Are we all Muppets?

March 21, 2012 05:20 AM
Focused on clients, and what we can make off them

A week ago Greg Smith, a Goldman Sachs executive director, wrote a remarkable public resignation letter in a New York Times op ed piece. In it he describes a breakdown in culture at the largest investment bank over the years he worked there. He describes a culture that transformed a customer centric business to one where only the bottom line mattered and executives and sales people openly dismissed customers as “Muppets”—basically carrion to be fed off of until another carcass could be found.

I must admit that I am not surprised by his assessment but I am worried that his startling revelations have seemingly been digested and we have moved on to the next day’s news. Even the stock price, which dipped briefly, has rallied above levels prior to the letter. Is that because people have dismissed Smith as just a disgruntled worker, or more ominously, that what he described has been taken for granted as the status quo due to the steady stream of scandals and bubbles over the past decade and people feel a sense of helplessness and resignation to it?

I believe that, in another time, this revelation would be front page news and elicit serious introspection across business media outlets, government regulatory agencies and congressional hearing rooms.

When Goldman Sachs was charged by the Securities and Exchange Commission (SEC) nearly two years ago over its Abacus CDO (collateralized debt obligation) it elicited a larger response, but here Smith neatly explains the cultural underpinnings that allowed such products to be created and there seems little buzz.

We noted here at the time that Goldman helped to create a product destined to fail for someone looking to profit from that failure and then marketed it to other customers. We pointed out that the complex structure seemed to be created on purpose to mask what was inside. Given what occurred with Abacus, you may wonder what took Smith so long to see that was going on at Goldman.

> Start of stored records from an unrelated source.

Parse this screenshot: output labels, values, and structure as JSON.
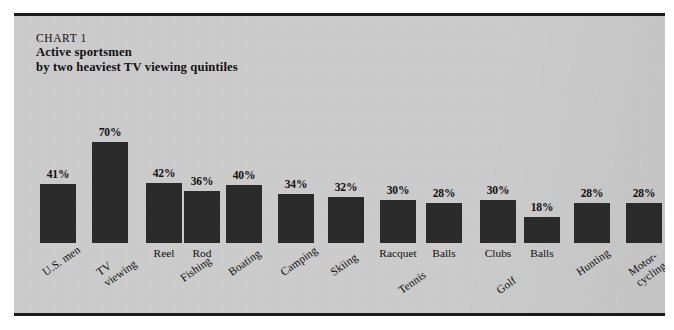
{
  "figure": {
    "kicker": "CHART 1",
    "title_line1": "Active sportsmen",
    "title_line2": "by two heaviest TV viewing quintiles",
    "background_color": "#cdcdcd",
    "bar_color": "#2b2b2b",
    "frame_color": "#1b1b1b"
  },
  "chart_data": {
    "type": "bar",
    "title": "Active sportsmen by two heaviest TV viewing quintiles",
    "subtitle": "CHART 1",
    "xlabel": "",
    "ylabel": "",
    "ylim": [
      0,
      70
    ],
    "grid": false,
    "legend": "none",
    "value_suffix": "%",
    "categories": [
      "U.S. men",
      "TV viewing",
      "Fishing - Reel",
      "Fishing - Rod",
      "Boating",
      "Camping",
      "Skiing",
      "Tennis - Racquet",
      "Tennis - Balls",
      "Golf - Clubs",
      "Golf - Balls",
      "Hunting",
      "Motor-cycling"
    ],
    "values": [
      41,
      70,
      42,
      36,
      40,
      34,
      32,
      30,
      28,
      30,
      18,
      28,
      28
    ],
    "bars": [
      {
        "value": 41,
        "label": "41%",
        "sub_label": "",
        "group_line1": "U.S. men",
        "group_line2": ""
      },
      {
        "value": 70,
        "label": "70%",
        "sub_label": "",
        "group_line1": "TV",
        "group_line2": "viewing"
      },
      {
        "value": 42,
        "label": "42%",
        "sub_label": "Reel",
        "group_line1": "",
        "group_line2": ""
      },
      {
        "value": 36,
        "label": "36%",
        "sub_label": "Rod",
        "group_line1": "Fishing",
        "group_line2": ""
      },
      {
        "value": 40,
        "label": "40%",
        "sub_label": "",
        "group_line1": "Boating",
        "group_line2": ""
      },
      {
        "value": 34,
        "label": "34%",
        "sub_label": "",
        "group_line1": "Camping",
        "group_line2": ""
      },
      {
        "value": 32,
        "label": "32%",
        "sub_label": "",
        "group_line1": "Skiing",
        "group_line2": ""
      },
      {
        "value": 30,
        "label": "30%",
        "sub_label": "Racquet",
        "group_line1": "",
        "group_line2": ""
      },
      {
        "value": 28,
        "label": "28%",
        "sub_label": "Balls",
        "group_line1": "Tennis",
        "group_line2": ""
      },
      {
        "value": 30,
        "label": "30%",
        "sub_label": "Clubs",
        "group_line1": "",
        "group_line2": ""
      },
      {
        "value": 18,
        "label": "18%",
        "sub_label": "Balls",
        "group_line1": "Golf",
        "group_line2": ""
      },
      {
        "value": 28,
        "label": "28%",
        "sub_label": "",
        "group_line1": "Hunting",
        "group_line2": ""
      },
      {
        "value": 28,
        "label": "28%",
        "sub_label": "",
        "group_line1": "Motor-",
        "group_line2": "cycling"
      }
    ]
  },
  "layout": {
    "baseline_y": 227,
    "px_per_unit": 1.44,
    "bar_width": 36,
    "bar_x": [
      26,
      78,
      132,
      170,
      212,
      264,
      314,
      366,
      412,
      466,
      510,
      560,
      612
    ],
    "sub_label_y": 231,
    "group_label_y": [
      252,
      252,
      252,
      258,
      252,
      252,
      252,
      270,
      270,
      270,
      270,
      252,
      252
    ],
    "group_label_x_offset": [
      0,
      2,
      0,
      -6,
      0,
      0,
      0,
      -30,
      -30,
      -30,
      -30,
      0,
      0
    ]
  }
}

The discussion at the time of the SEC charges, which were later settled for a cool $550 million, was whether the creation and marketing of such products represented illegal activity. Not being a lawyer, I could not give an opinion on the law but it raised the question, “who would want to do business with this firm?” Here a fairly senior executive of the firm answers the question of whether it is wise to do business with Goldman Sachs. Yet their stock price is up. Why? Is it because those who choose to do business with them share in their success personally and do not look out for the people they represent?

Thomas Peterffy, chairman and CEO of Interactive Brokers, addressed this in a 2010 speech to the World Federation of Exchanges. He pointed out that most OTC derivatives "customers" are not playing with their own money. “The customers are finance or investment staff that work for large corporations, state or municipal governments, pension funds and insurance companies. These end-user employees get to drink the fine wines, but it is the shareholders or taxpayers that pay for the overpriced derivatives,” said Peterffy.

Reading Smith talk about the firm’s former dedication to clients sent a chill up my spine as it reminded me of a comment from Jon Corzine in our December 2010 interview where he laid out his plans for MF Global. Corzine said, “Goldman was a tremendous client-driven firm in the years that I was there and I look forward to creating a franchise that is built around the service and needs of our clients.”

I don’t understand how turning a futures broker into an investment bank and risking the capital of 38,000 plus customers to make a one-way bet on foreign bonds accomplishes that goal but it now appears clear that there were similarities between the way Goldman and MF Global operated. It just wasn’t how Mr. Corzine described it.

 

About the Author

Editor-in-Chief of Modern Trader, Daniel Collins is a 25-year veteran of the futures industry having worked on the trading floors of both the Chicago Board of Trade and Chicago Mercantile Exchange.